I didn't go back to the Civilian school the next day.
What was the point? I had a sword style that could cut through anything — and a fire in my chest that wouldn't go away. For the first time in years, I felt something.
Hope.
I searched online and found an entrance exam for a school that only accepted Gifted. It was in three days. That gave me time — barely.
I started training in the park behind my apartment. There weren't many people around, just old benches, rusted playground equipment, and silence.
I raised my hand. Concentrated.
A sword appeared in a blink — a glowing edge of light and pressure, like the sky itself had been folded into a blade.
I swung once. The wind split.
I swung again. The ground cracked.
I didn't know if I was using it right. But it felt… good. It felt like I was breathing for the first time.
That night, I tried to sleep — but sleep didn't come.
My body was tired. My eyes heavy. But no matter what I did, I couldn't drift off. I stared at the ceiling, then the clock, then the ceiling again.
One day passed. Then two. Then three.
By the third night, my body was shaking. But not from fatigue — it was something else. Like the world was waiting for something.
And then it happened.
As the sun vanished, exhaustion hit me like a brick wall.
I collapsed on my bed.
And I woke up... in someone else's life.
This time, the world was warm. A quiet house. A wooden floor. A smell of stew in the air. I looked down and saw calloused hands — older, worn, and strong.
Then I heard a voice.
"Papa, look! I can move rocks too! Are you proud of me, Papa?"
I turned.
A small boy stood in front of me — wild hair, big eyes. His hands were trembling, but behind him floated three small stones.
He grinned.
I didn't know what to say.
"Papa?"
I turned again. A woman laughed softly behind me.
She walked over, placed a kiss on my cheek, and said, "Haha, dear, did you drink too much again?"
I couldn't move.
They were a family. My family?
I felt something in that moment. Something I hadn't felt in years.
Belonging.
But before I could speak again… the walls cracked.
A roar shook the house.
Then they came — monsters, shadows with teeth and claws. The windows shattered. Screams echoed.
I tried to protect them — but the body I was in didn't move fast enough. In moments, the house burned.
And they were gone.
I woke up… crying.
Not sweating. Not screaming.
Crying.
My chest ached in a way it never had before.
Not because they died.
But because, for a moment… I had something I never truly knew.
A family.
I walked to the mirror. My reflection stared back.
But it wasn't me.
It was him.
The man from the dream.
His eyes were red, tears dripping down his face like rivers. His lips trembled.
"I couldn't save them…" he whispered. "My wife… my son…"
His voice broke. He was barely holding on.
I took a deep breath and stepped closer.
"Do you regret it?" I asked. "Not saving them?"
"Yes."
He collapsed to his knees in the mirror. I felt his sorrow in my bones.
I clenched my fists.
"I'll help you," I said. "I'll go back. I'll do it right. You deserve peace."
He looked up at me. A spark returned to his eyes.
"You'd do that… for me?"
I nodded. "For them. And for me."
He smiled — not fully, but enough to show me he believed.
"I'll count on you," he said.
The mirror returned to normal.
I looked at myself.
No — not just myself.
I was more than me now.
More than Lumiel.
I was someone who knew pain. Someone who would carry regret. And maybe… someone who could finally understand what love really meant.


* Exercise requirements: Please return each entry exactly as it appears, but not the pictures.
Extracted records: Begin
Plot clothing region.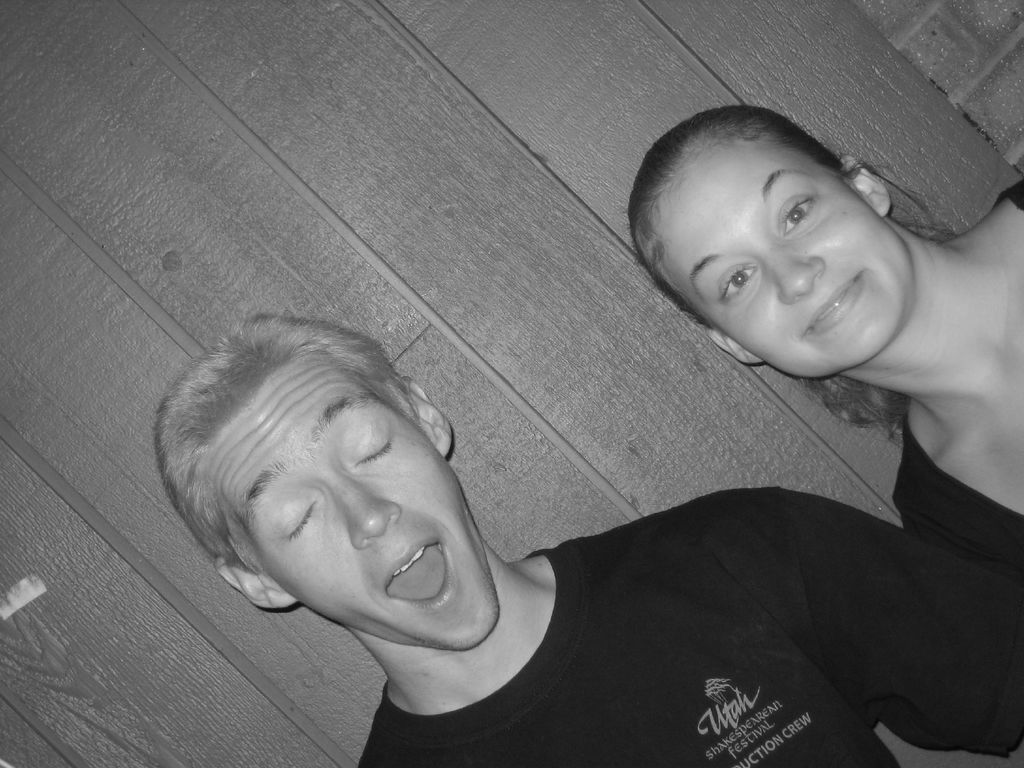
Plotted at rect(355, 483, 1023, 767).
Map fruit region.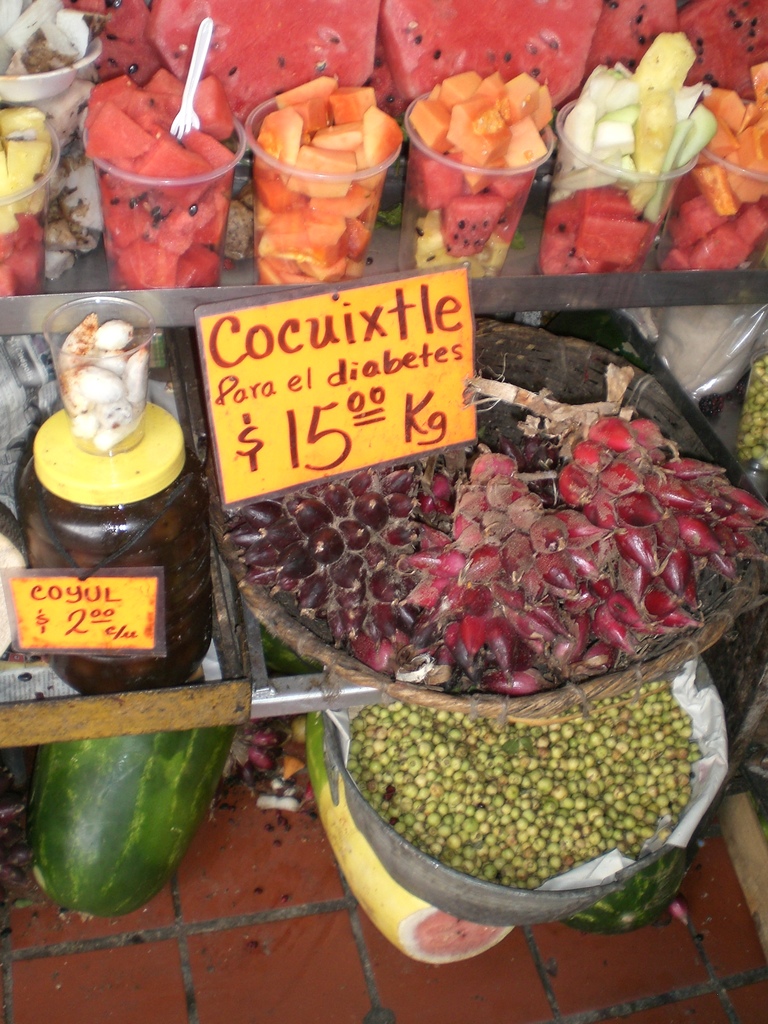
Mapped to [579, 0, 766, 106].
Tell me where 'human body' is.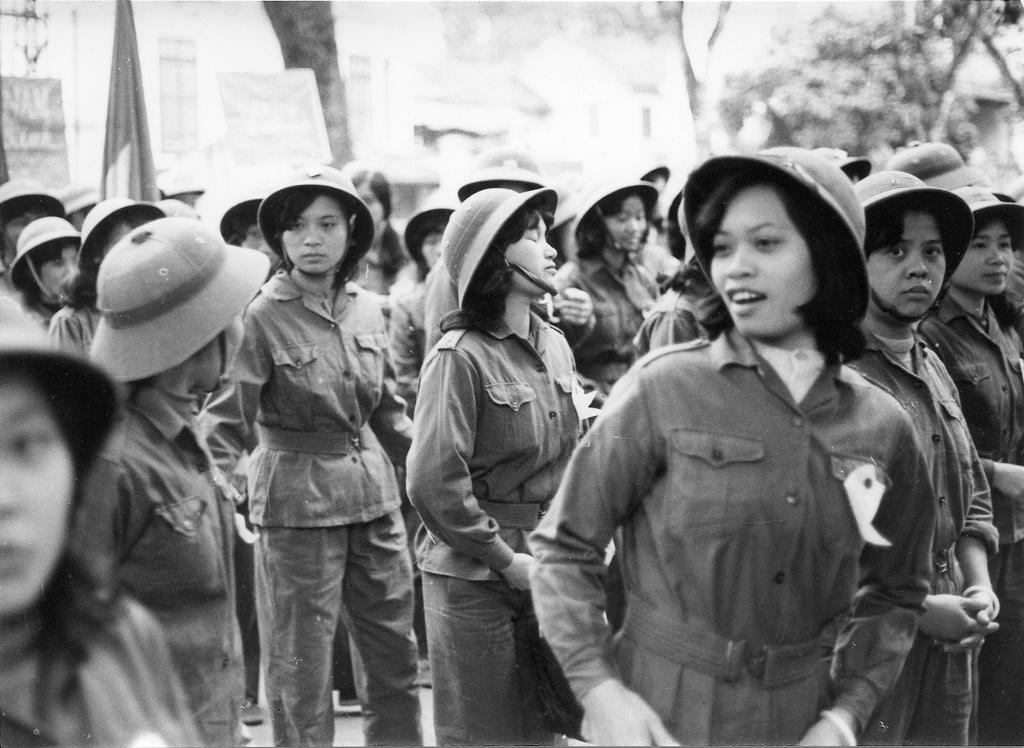
'human body' is at 381, 176, 591, 747.
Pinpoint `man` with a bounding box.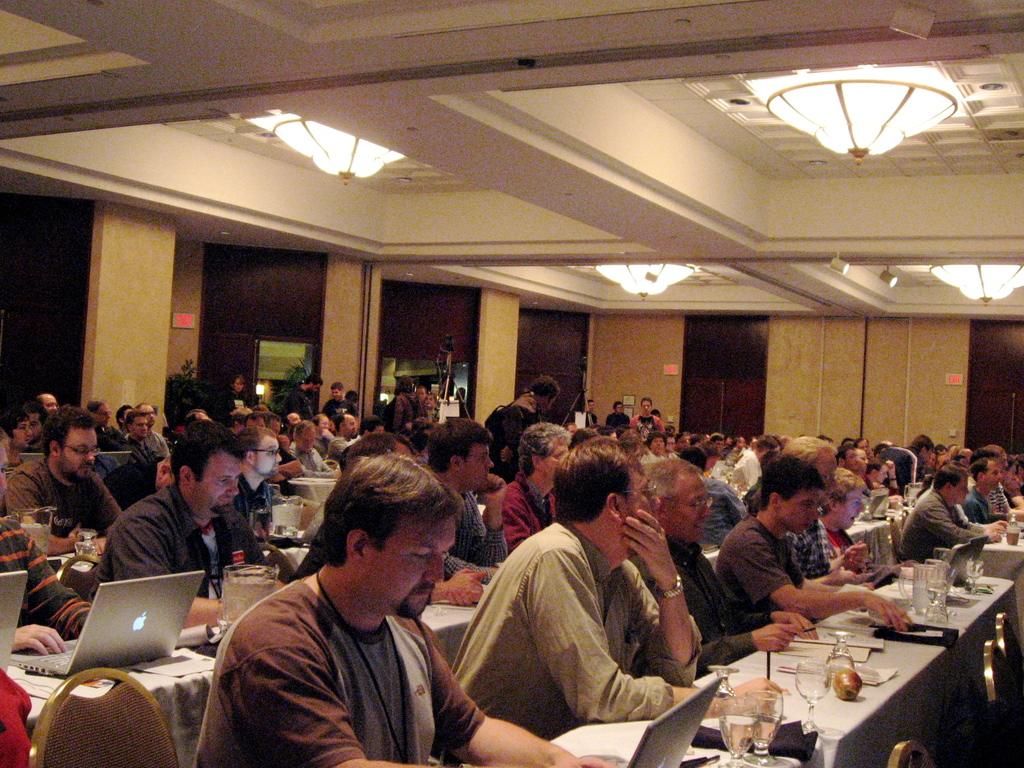
box=[822, 476, 867, 576].
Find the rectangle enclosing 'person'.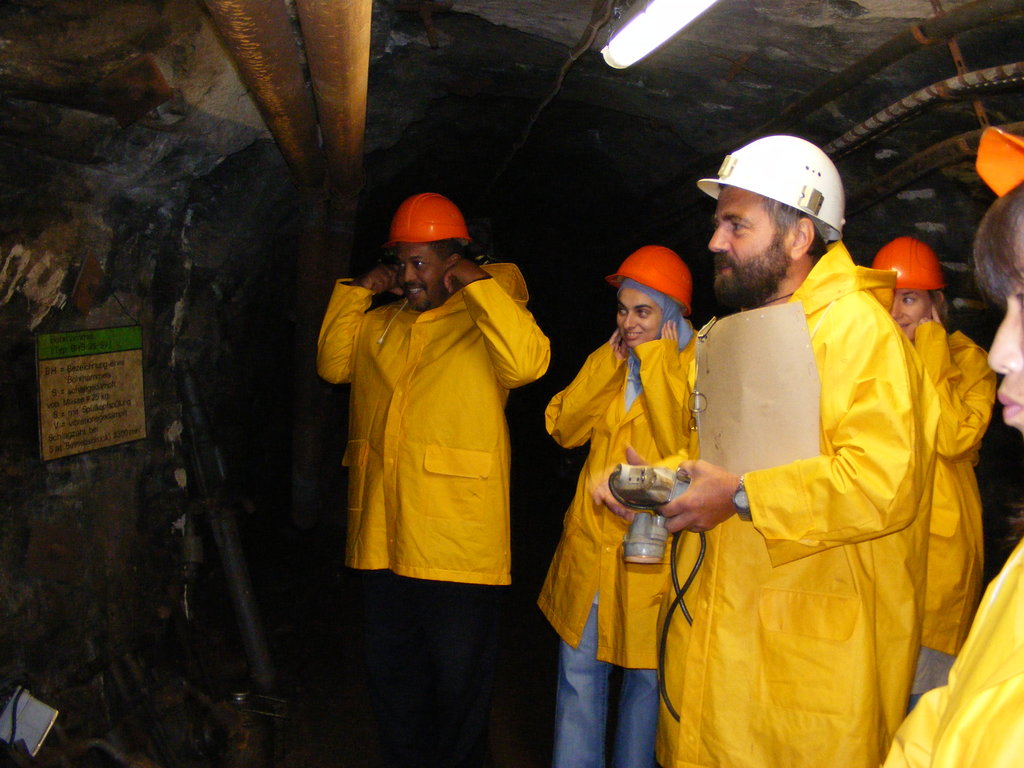
(535,228,707,767).
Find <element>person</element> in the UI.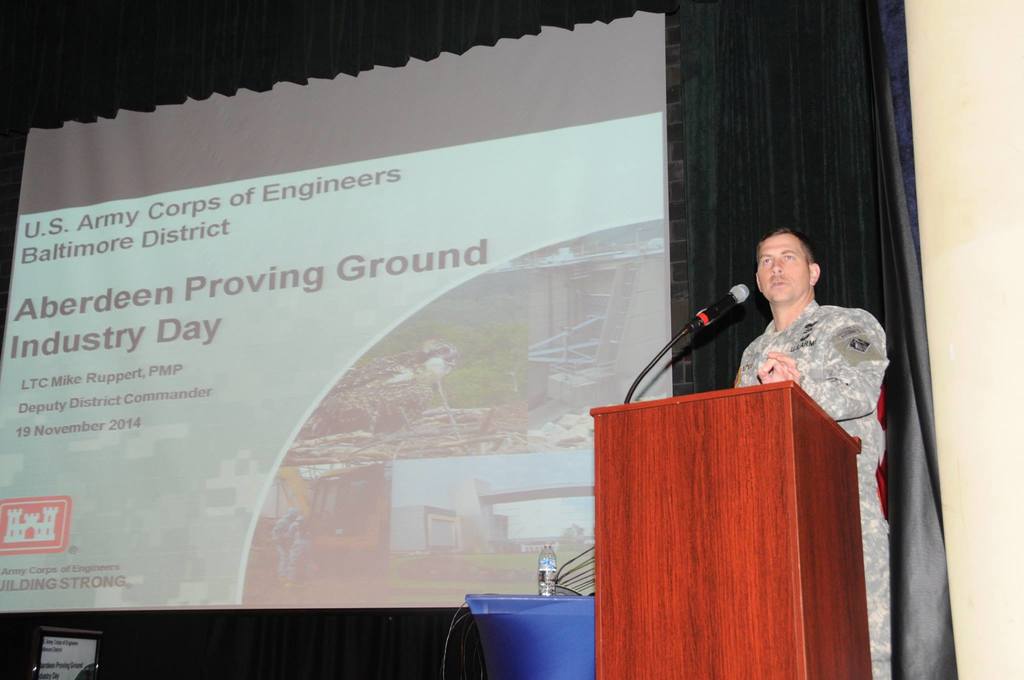
UI element at region(728, 220, 892, 679).
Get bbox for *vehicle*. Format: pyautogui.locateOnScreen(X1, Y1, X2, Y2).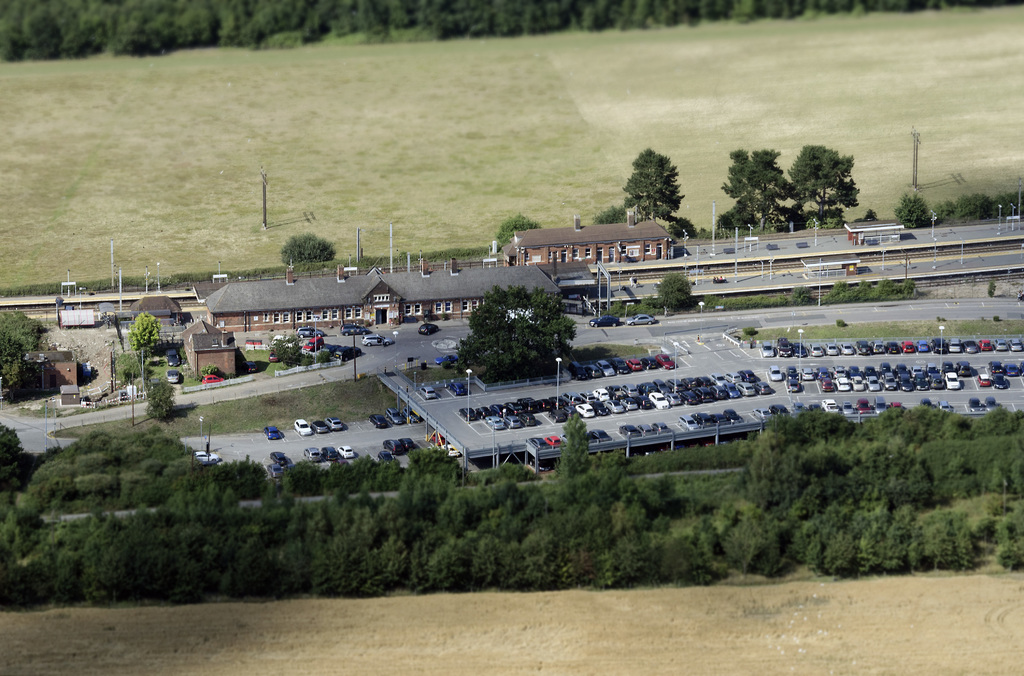
pyautogui.locateOnScreen(855, 343, 872, 354).
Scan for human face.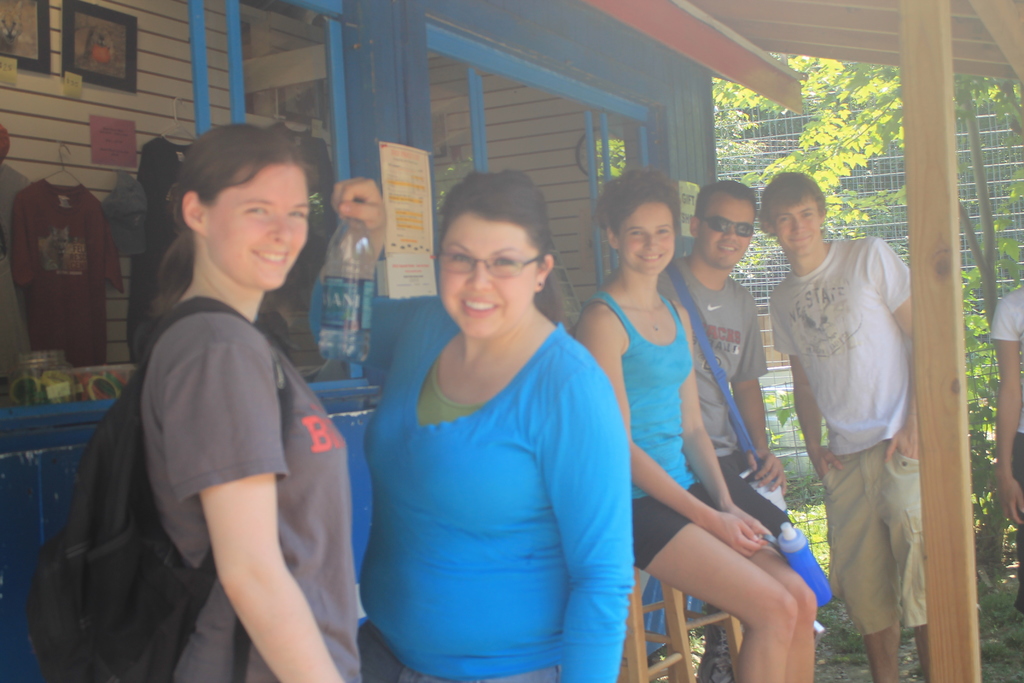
Extracted records: End
* Response for this exercise:
Plot clothing region.
Plotted at rect(355, 483, 1023, 767).
Map fruit region.
Mapped to [579, 0, 766, 106].
Tell me where 'human body' is.
'human body' is at 381, 176, 591, 747.
Pinpoint `man` with a bounding box.
box=[822, 476, 867, 576].
Find the rectangle enclosing 'person'.
(535,228,707,767).
Find <element>person</element> in the UI.
UI element at region(728, 220, 892, 679).
Get bbox for *vehicle*. Format: pyautogui.locateOnScreen(X1, Y1, X2, Y2).
pyautogui.locateOnScreen(855, 343, 872, 354).
Scan for human face.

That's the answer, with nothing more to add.